To study the bacterium in the laboratory, the research team, which also includes Senior Research Associate Vanya Miteva, filtered the cells from melted ice and incubated them in the cold in low-nutrient, oxygen-free solutions. The scientists then characterized the genetic, physiological, biochemical, and structural features of the species. The team hopes that its studies of this species, as well as others living in the Greenland glacier, will reveal more about how cells survive and how they may alter their biochemistry and physiology over time.
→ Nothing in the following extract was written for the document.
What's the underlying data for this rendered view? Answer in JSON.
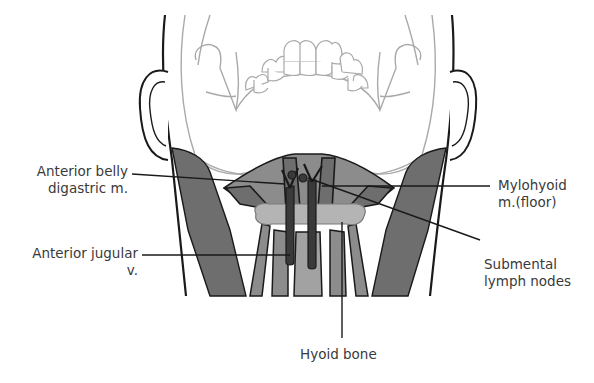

"Microbes comprise up to one-third or more of the Earth's biomass, yet fewer than 8,000 microbes have been described out of the approximately 3,000,000 that are presumed to exist," said Loveland-Curtze. "The description of this one species is a significant step in the overall endeavor to discover, cultivate, and use the special features held by these organisms."

Source: Penn State




Honorable Mention:

1. Recovered Stolen Items On HPD Website

http://www.khon2.com/news/local/19477564.html
Story Updated: Jun 2, 2008 at 5:52 PM HDT
By Manolo Morales

HPD laid out just some of the goods confiscated from a pawn shop.

Lots of jewelry, some sports memorabilia, and even a vacuum cleaner. Officers say there are more than 17-hundred items in all.

"We chose mostly the unique stuff that probably would catch your eye and you guys can take a look at just to see. We're just tipping the iceberg here," said Clem Enoka, Honolulu Police Deaprtment.

The goods were confiscated from the Holoholo Pawn Shop in August last year. Police officers raided the store on Kalakaua Avenue and arrested the owner after three months of investigation.

"Our plain clothes, our crime reduction units were pretty much the forefront in that and the information we got back was that the owner of the shop was possibly buying stolen items," said Enoka.

HPD would like to give back the stolen property to the rightful owners. From now through August 2nd, the public is asked to go to HPD's website and click on Online Property Viewing.

The items on display will be numbered and those who want to claim it must refer to that number.

"One good point is that they look at everything. Try and look through as much as possible because that way you get a vision of what's there and what you're looking for," said Enoka.

Anyone who wants to claim ownership must then make an appointment with a detective to see the item in person. HPD says that person must have filed a police report before August 3rd of last year, which is when the pawn shop was raided. Officer Enoka says this raid confiscated more goods than usual.

"This one had a lot more unique stuff. If you look the kimono, that was kinda weird and some sports memorabilia, the statues and stuff like that," said Enoka.

Check the HPD's website to look at the stolen items.